Politics & Other Mistakes: You don’t need to know

6 mins read
Al Diamon

The purpose of jargon is to hide what someone doesn’t want you to hear – “exposed nipple” for instance – in a veil of noncontroversial nonsense, such as “wardrobe malfunction.” Jargon is designed to obscure what’s really being said.

In other words, jargon is the Congressman Bruce Poliquin of language.
When somebody says something like “shift the paradigm” or “human capital,” they could be trying to sound smart (and failing), but more likely they’re attempting to avoid telling the truth. Either way, it ought to alert you that the bulls have turned their butt ends in your direction and are preparing to employ them for their intended purpose.

That’s the case with the Maine Judicial Branch Task Force on Transparency and Privacy in Court Records, a group committed to making sure the average person has as difficult a time as possible finding out what’s going on in the legal system. The task force is mostly made up of lawyers, apparently chosen for their mastery of devious verbiage. These attorneys have drafted a report calling upon the judicial system to spend $15 million to computerize all records, while making sure that hardly anybody will have easy access to them – except lawyers.

Putting it that way sounds sort of elitist and evil, because, you know, it is. What’s needed is some creative term that cloaks the idea of keeping online public records secret in the mantle of the perfectly reasonable. These folks have succeeded at that in a manner that easily qualifies as world-class. According to them, they’re not trying to thwart your right to know. They’re merely preserving an honorable doctrine.

It’s called “practical obscurity.”

Under state law, most court records are public documents, but nothing in the law says that means the public should be able to access them without undergoing enormous hassle. If you want to view case files, you have to go to the courthouse where they’re being kept, and ask for them. If you somehow manage to identify the proceeding in a way that satisfies the system’s rules, you can look the material over. Want copies? That’ll cost you, even though the originals are public property. Want to be notified when new documents are added to the files? Everybody is much too busy for that. You’ll have to come back frequently to check for yourself.

Only the most dedicated devotee of obscure legal proceedings would expend the effort required to learn the details of most court cases. So that information languishes in “practical obscurity.” Because what you don’t know couldn’t possibly hurt you.

Once the system is computerized, though, maintaining “practical obscurity” becomes tricky. In theory, anyone with minimal cyber-skills would be able to pull up all the juicy details of any case. So, the lawyerly task force has decided (with only a single dissenter, a journalist, of course) to limit access to themselves.

Everyone else will have to continue doing it the old-fashioned way, by trudging to the courthouse, where they can view the material on computer monitors just like the ones they have at home, except with more restrictions.
The task force majority argued that to do otherwise (by which they mean to respect the public’s right to know) has the potential to expose sensitive information about parties in lawsuits, and “the misuse of personal information may present personal safety, financial, and data security risks for the persons involved.”

That’s a product of the aforementioned bulls’ butts. The federal courts offer online access to their files, as do several other states. No serious problems have arisen. That’s because judges can seal parts of cases that might reveal matters that perhaps shouldn’t end up floating around in general circulation. In other words, the system already has adequate safeguards in place.

If evildoers wanted this stuff, they wouldn’t bother to wade through gigabytes of data in the court system. They’d just hack your personal computer.

It’s also worth noting that lots of participants in criminal and civil litigation, for reasons that defy common sense, regularly post damaging personal information on their Facebook pages (“Here’s a selfie of us counting the loot from the bank robbery”). If the attorneys behind this report really wanted to protect their clients’ privacy, they’d advise them not to do that.
The task force’s “practical obscurity” jargon adds to the impression that the legal system has something to hide. Unless it does, there’s no good reason not to strip away the difficulties the public encounters in gaining access to the courts.

Such stripping is hardly a “wardrobe malfunction.”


What needs to be done ::
Using the entries that follow, report how many lines contain the word "ground". Only the number is wanted.

[Material shown — start]

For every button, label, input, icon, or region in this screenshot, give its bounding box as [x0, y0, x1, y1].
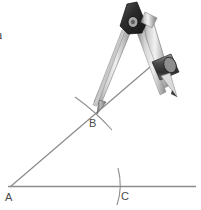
- construction-diagram: A B C: [0, 0, 201, 210]
- drafting-compass: [93, 2, 179, 114]
- point-label-C: C: [121, 190, 129, 202]
- compass-needle-leg: [94, 26, 133, 114]
- ray-AB: [10, 61, 157, 187]
- compass-hinge: [120, 2, 146, 34]
- point-label-A: A: [5, 191, 13, 203]
- point-label-B: B: [89, 117, 96, 129]
- geometry-construction-figure: tion dle: [0, 0, 201, 210]
- compass-needle-strut: [93, 29, 126, 106]
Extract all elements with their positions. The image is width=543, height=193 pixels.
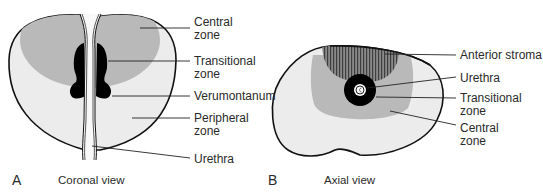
- axial-view: [272, 42, 456, 156]
- label-central-zone-axial: Central zone: [460, 122, 499, 148]
- caption-coronal-view: Coronal view: [58, 174, 124, 186]
- panel-letter-a: A: [12, 172, 21, 188]
- label-central-zone: Central zone: [194, 16, 233, 42]
- label-peripheral-zone: Peripheral zone: [194, 112, 249, 138]
- label-urethra-axial: Urethra: [460, 72, 500, 85]
- coronal-view: [9, 0, 190, 160]
- label-anterior-stroma: Anterior stroma: [460, 49, 542, 62]
- caption-axial-view: Axial view: [324, 174, 375, 186]
- label-urethra: Urethra: [194, 153, 234, 166]
- label-verumontanum: Verumontanum: [194, 90, 275, 103]
- label-transitional-zone-axial: Transitional zone: [460, 92, 522, 118]
- panel-letter-b: B: [268, 172, 277, 188]
- label-transitional-zone: Transitional zone: [194, 55, 256, 81]
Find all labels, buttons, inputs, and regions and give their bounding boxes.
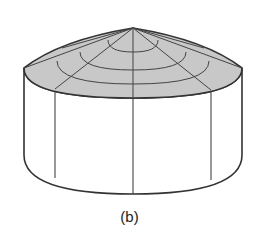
figure-caption: (b) xyxy=(0,208,259,225)
cylinder-cone-diagram xyxy=(0,0,259,237)
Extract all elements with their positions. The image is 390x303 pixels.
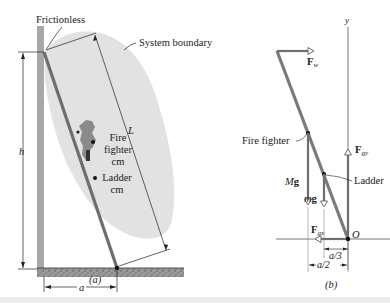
fire-fighter-label: Fire fighter xyxy=(242,136,290,147)
base-label: a xyxy=(77,283,86,294)
force-wall-subscript: w xyxy=(313,61,318,69)
panel-a-caption: (a) xyxy=(89,275,101,286)
weight-ladder-label: mg xyxy=(304,194,317,205)
force-ground-y-label: Fgy xyxy=(355,145,368,157)
force-ground-x-label: Fgx xyxy=(311,225,324,237)
system-boundary-label: System boundary xyxy=(139,38,212,49)
fire-fighter-cm-line3: cm xyxy=(99,156,137,168)
y-axis-label: y xyxy=(345,16,349,25)
weight-ladder-g: g xyxy=(312,193,317,204)
ladder-cm-line2: cm xyxy=(97,184,137,196)
panel-b xyxy=(276,27,390,272)
ladder-cm-label: Ladder cm xyxy=(97,172,137,196)
origin-label: O xyxy=(352,230,360,241)
distance-a3-label: a/3 xyxy=(329,251,342,261)
panel-b-caption: (b) xyxy=(325,280,337,291)
ladder-cm-line1: Ladder xyxy=(97,172,137,184)
weight-ladder-mass: m xyxy=(304,193,312,204)
ground xyxy=(37,268,184,277)
fire-fighter-cm-label: Fire fighter cm xyxy=(99,132,137,168)
fire-fighter-cm-line2: fighter xyxy=(99,144,137,156)
force-ground-x-subscript: gx xyxy=(317,229,324,237)
force-ground-y-subscript: gy xyxy=(361,149,368,157)
bottom-strip xyxy=(0,297,390,303)
height-label: h xyxy=(19,147,24,158)
origin-point xyxy=(346,237,350,241)
weight-fire-fighter-label: Mg xyxy=(285,177,299,188)
force-wall-label: Fw xyxy=(307,57,318,69)
fire-fighter-cm-line1: Fire xyxy=(99,132,137,144)
ladder-label: Ladder xyxy=(354,176,384,187)
wall xyxy=(37,26,44,269)
frictionless-label: Frictionless xyxy=(36,15,85,26)
distance-a2-label: a/2 xyxy=(317,260,330,270)
weight-fire-fighter-g: g xyxy=(294,176,299,187)
fire-fighter-cm-dot xyxy=(91,140,95,144)
ladder-base-point xyxy=(115,266,119,270)
ladder-physics-figure: Frictionless System boundary L h a Fire … xyxy=(0,0,390,303)
weight-fire-fighter-mass: M xyxy=(285,176,294,187)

[Material shown — finish]

Answer to the problem ::
5